Browse Items (16472 total)

Cowen, J.M.   Notes and Queries 229 (1984): 298-301.
The wording of these lines closely resembles the phraseology found in an Italian translation of Ovid's "Heroides." The line "Youre anker which ye in oure haven leyde" (line 2501) may be a sexual pun. Treats Boccaccio's "De genealogia deorum" as…

Dane, Joseph A.   Notes and Queries 230 (1985): 155-56.
Three motifs in PardT have antecedents in Virgil's "Eclogue" 10, where basket weaving is a metaphor for making poetry. Rejecting physical labor, the Pardoner asserts "otium," associated with begging. In genre, PardT is a begging poem.

Wilson, Edward.   Notes and Queries 230 (1985): 303-305.
Treats Aristotle as source of proverbial speech by Dorigen (FranT 865-67).

Lerer, Seth.   Notes and Queries 230 (1985): 305-306.
One of the "scribbles" appearing in the margins of Mel in the fifteenth-century MS Add. 35286 involves the proverbial "Had-I-wist" ("vain regret").

Simons, John.   Notes and Queries 230 (1985): 56.
Treats clapping as a spell-breaking device, magic shipwrecks, chastity, and adultery as "reverse correspondences" in FranT and "The Tempest."

Cowen, J. M.   Notes and Queries 232 (1987): 152-53.
The handwritten collations in the British Library 643.M.1 copy of Urry's "Chaucer" are in the hand of Samuel Pegge the elder, antiquary and vicar in Kent, 1730-51. The collations are from British Library MS Add. 9832, which Pegge evidently owned.

May, David.   Notes and Queries 232 (1987): 178-82.
Verbal echoes suggest that Chaucer had read Mandeville either in French or in English before composing HF.

Matheson, Lister M.   Notes and Queries 232 (1987): 289-91.
The favored manuscript reading "Prison, stewe, of gret distress" appears in CX1 and TH "Pryson, stryfe, or grete dystress." "Stryfe" was often spelled "striue," and "stewe" can be derived from abbreviated "striue" and not vice versa. The sense of…

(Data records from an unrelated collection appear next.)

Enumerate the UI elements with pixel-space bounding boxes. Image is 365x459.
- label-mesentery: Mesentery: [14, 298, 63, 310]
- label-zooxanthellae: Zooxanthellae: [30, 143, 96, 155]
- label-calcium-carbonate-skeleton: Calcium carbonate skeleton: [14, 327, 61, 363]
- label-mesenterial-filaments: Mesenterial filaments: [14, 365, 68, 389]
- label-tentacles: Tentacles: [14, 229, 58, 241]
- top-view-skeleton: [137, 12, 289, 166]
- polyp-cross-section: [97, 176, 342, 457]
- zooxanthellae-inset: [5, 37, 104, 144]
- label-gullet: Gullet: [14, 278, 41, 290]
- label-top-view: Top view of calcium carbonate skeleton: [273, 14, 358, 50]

Lucas, Peter J.   Notes and Queries 232 (1987): 291-92.
By Chaucer's time, it had become common for magnates to take their meals in privacy, not in the great hall. Such practice is criticized in "Piers Plowman" B 10.99-102 (Kane ed.). Hence, the Franklin may be being praised for retaining the ancient…

Edwards, A. S. G.   Notes and Queries 232 (1987): 295.
Notes an allusion to LGW 1377 in the mid-fifteenth-century poem "The Chaunce of Dice" 1.34, not noted by Spurgeon.

Wright, Constance S.   Notes and Queries 232 (1987): 456.
Bradshaw was not the first to cite the LGW text in Gg.4.27. Urry used line 58 from this manuscript for line 56 of the Speght text.

Stieve, Edwin (M).   Notes and Queries 232 (1987): 7-10.
The Host's phrase, addressed to the Physician, has the double sense of "learnedly" and "in rhetorical terminology," which is appropriate since in medieval doctrine rhetoric healed the mind as medicine healed the body. Chaucer would have known of the…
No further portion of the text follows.